Why Rape Exceptions and Consent to Sex is Consent to Pregnancy Undermine the Prolife Position
Saying consent to sex is consent to pregnancy, or allowing for exceptions for rape are fundamentally flawed arguments that undermine the prolife position.
The moral status of the child and the obligation of the parent do not depend on the circumstances of how the child was conceived. Once conception has taken place, a new human being exists with the same numerical identity, same DNA, and the same right to continued existence that any other human being has. That human being is not an aggressor. They are exactly where they are supposed to be in the ordinary biological process of reproduction.
If we say that a child conceived in rape has less right to life than a child conceived in a loving relationship, we are no longer grounding our position in the reality that human life begins at conception and that all human beings deserve equal moral consideration. We are instead making the value of the child depend on the actions or crimes of the father. This is inconsistent with the principle that the child’s humanity and rights are inherent from the moment they come into existence.
The same logic applies to the idea that consent to sex is consent to pregnancy. While it is true that people should be responsible for the natural consequences of their voluntary actions, this framing still treats the child’s right to life as something that depends on the mother’s consent or level of fault. But parental obligation is not based on whether the parent “consented” to the existence of the child. It is based on the fact that the child is their dependent offspring and requires ordinary care.
Consider that if a father causes conception due to a broken condom, he is still legally obligated to pay 18 years of child support simply because of his biological relationship to the child. His consent is irrelevant. Society correctly recognizes that his biological tie to the child creates a duty of support regardless of whether he wanted or consented to becoming a father. The same principle applies to the mother. Parental obligations flow from the biological relationship to the child, not from personal consent or the circumstances of conception.
A mother cannot withdraw ordinary care from her born child simply because she did not consent to becoming a parent. If she gives birth alone in the wilderness, she cannot refuse to breastfeed and let the newborn starve by saying “I didn’t consent to this.” The same principle holds before birth. The uterus exists for the purpose of sustaining new life. Gestation is ordinary care, not a punishment or a heroic sacrifice. The duty flows from the biological relationship between parent and child, not from the conditions surrounding conception.

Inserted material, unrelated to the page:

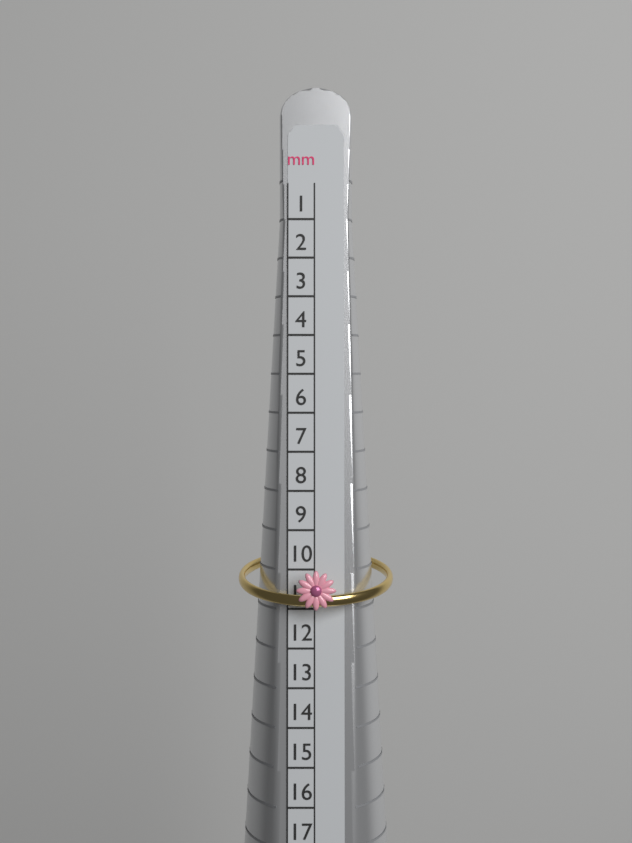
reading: 11 mm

Making exceptions for rape or tying the child’s right to life to the mother’s consent undermines the entire foundation of the prolife position. It shifts us away from the clear truth that every human being has the same fundamental right to exist regardless of how they were conceived, how developed they are, or where they are located. Either we accept that parents have a duty of ordinary care to their own dependent children at every stage of development, or we do not. We cannot have it both ways without falling into arbitrary and inconsistent reasoning.
The right to life does not depend on the circumstances of one’s creation. It depends on the fact that a new human being has come into existence.